▶ **EXERCISE REQUIREMENTS**:
For the entries below, print exactly the lines between the line holding "Task: Click on the About the foundation" and the line holding "What do you see at coordinates (250, 399)", inclusive, and nothing else.

▶ **SUPPLIED DATA**:
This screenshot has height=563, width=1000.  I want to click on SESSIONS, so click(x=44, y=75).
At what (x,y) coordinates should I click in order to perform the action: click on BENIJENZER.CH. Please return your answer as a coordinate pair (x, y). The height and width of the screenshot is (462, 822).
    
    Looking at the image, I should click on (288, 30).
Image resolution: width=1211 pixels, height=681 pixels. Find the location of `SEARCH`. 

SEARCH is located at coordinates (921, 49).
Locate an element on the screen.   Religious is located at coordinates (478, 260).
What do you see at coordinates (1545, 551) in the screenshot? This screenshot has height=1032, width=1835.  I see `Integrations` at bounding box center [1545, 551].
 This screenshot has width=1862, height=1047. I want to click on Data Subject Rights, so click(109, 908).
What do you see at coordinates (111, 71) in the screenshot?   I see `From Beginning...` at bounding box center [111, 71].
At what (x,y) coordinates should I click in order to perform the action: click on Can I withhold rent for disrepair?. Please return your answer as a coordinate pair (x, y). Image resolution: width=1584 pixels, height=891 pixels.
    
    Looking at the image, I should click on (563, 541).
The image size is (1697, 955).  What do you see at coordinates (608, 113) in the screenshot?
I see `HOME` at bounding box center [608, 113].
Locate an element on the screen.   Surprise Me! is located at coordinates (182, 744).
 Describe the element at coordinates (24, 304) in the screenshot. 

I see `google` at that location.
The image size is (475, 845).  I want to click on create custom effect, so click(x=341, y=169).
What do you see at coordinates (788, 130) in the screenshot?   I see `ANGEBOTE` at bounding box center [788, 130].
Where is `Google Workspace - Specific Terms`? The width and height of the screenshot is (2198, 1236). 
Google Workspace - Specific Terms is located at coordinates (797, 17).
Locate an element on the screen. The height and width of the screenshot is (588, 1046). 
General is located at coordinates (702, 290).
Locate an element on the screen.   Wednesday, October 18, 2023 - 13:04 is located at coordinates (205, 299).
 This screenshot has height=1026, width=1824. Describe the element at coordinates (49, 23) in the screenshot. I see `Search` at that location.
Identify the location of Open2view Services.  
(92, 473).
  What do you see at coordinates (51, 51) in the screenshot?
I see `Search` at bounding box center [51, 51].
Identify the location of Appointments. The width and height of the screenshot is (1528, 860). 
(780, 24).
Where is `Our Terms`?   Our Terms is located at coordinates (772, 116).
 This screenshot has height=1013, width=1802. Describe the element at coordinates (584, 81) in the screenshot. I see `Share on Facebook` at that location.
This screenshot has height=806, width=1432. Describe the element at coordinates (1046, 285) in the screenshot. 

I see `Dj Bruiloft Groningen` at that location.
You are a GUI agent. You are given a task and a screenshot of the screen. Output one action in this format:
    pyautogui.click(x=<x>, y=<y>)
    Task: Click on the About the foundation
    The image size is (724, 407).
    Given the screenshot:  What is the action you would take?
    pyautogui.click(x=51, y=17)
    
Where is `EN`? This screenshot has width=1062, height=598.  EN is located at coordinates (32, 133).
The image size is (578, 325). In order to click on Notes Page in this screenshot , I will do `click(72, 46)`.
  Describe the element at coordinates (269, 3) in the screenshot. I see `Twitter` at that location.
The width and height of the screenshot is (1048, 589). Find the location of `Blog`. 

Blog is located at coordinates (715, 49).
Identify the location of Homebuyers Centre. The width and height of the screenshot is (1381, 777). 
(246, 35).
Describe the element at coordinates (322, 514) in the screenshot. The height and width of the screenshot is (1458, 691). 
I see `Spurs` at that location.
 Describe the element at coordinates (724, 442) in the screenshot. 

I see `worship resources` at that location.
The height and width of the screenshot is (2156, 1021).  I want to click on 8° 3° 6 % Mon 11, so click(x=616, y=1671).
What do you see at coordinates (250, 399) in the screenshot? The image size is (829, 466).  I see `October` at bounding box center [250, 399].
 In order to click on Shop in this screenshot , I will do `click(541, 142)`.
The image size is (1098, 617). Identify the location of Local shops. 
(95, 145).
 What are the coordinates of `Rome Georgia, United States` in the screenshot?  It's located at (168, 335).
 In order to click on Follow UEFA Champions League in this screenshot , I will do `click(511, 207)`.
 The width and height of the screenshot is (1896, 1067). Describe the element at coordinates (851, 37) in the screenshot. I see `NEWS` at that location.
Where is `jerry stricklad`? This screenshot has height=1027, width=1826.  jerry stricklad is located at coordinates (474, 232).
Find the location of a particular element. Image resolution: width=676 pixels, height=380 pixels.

▶ **EXERCISE OUTPUT**:
    Task: Click on the About the foundation
    The image size is (724, 407).
    Given the screenshot:  What is the action you would take?
    pyautogui.click(x=51, y=17)
    
Where is `EN`? This screenshot has width=1062, height=598.  EN is located at coordinates (32, 133).
The image size is (578, 325). In order to click on Notes Page in this screenshot , I will do `click(72, 46)`.
  Describe the element at coordinates (269, 3) in the screenshot. I see `Twitter` at that location.
The width and height of the screenshot is (1048, 589). Find the location of `Blog`. 

Blog is located at coordinates (715, 49).
Identify the location of Homebuyers Centre. The width and height of the screenshot is (1381, 777). 
(246, 35).
Describe the element at coordinates (322, 514) in the screenshot. The height and width of the screenshot is (1458, 691). 
I see `Spurs` at that location.
 Describe the element at coordinates (724, 442) in the screenshot. 

I see `worship resources` at that location.
The height and width of the screenshot is (2156, 1021).  I want to click on 8° 3° 6 % Mon 11, so click(x=616, y=1671).
What do you see at coordinates (250, 399) in the screenshot? The image size is (829, 466).  I see `October` at bounding box center [250, 399].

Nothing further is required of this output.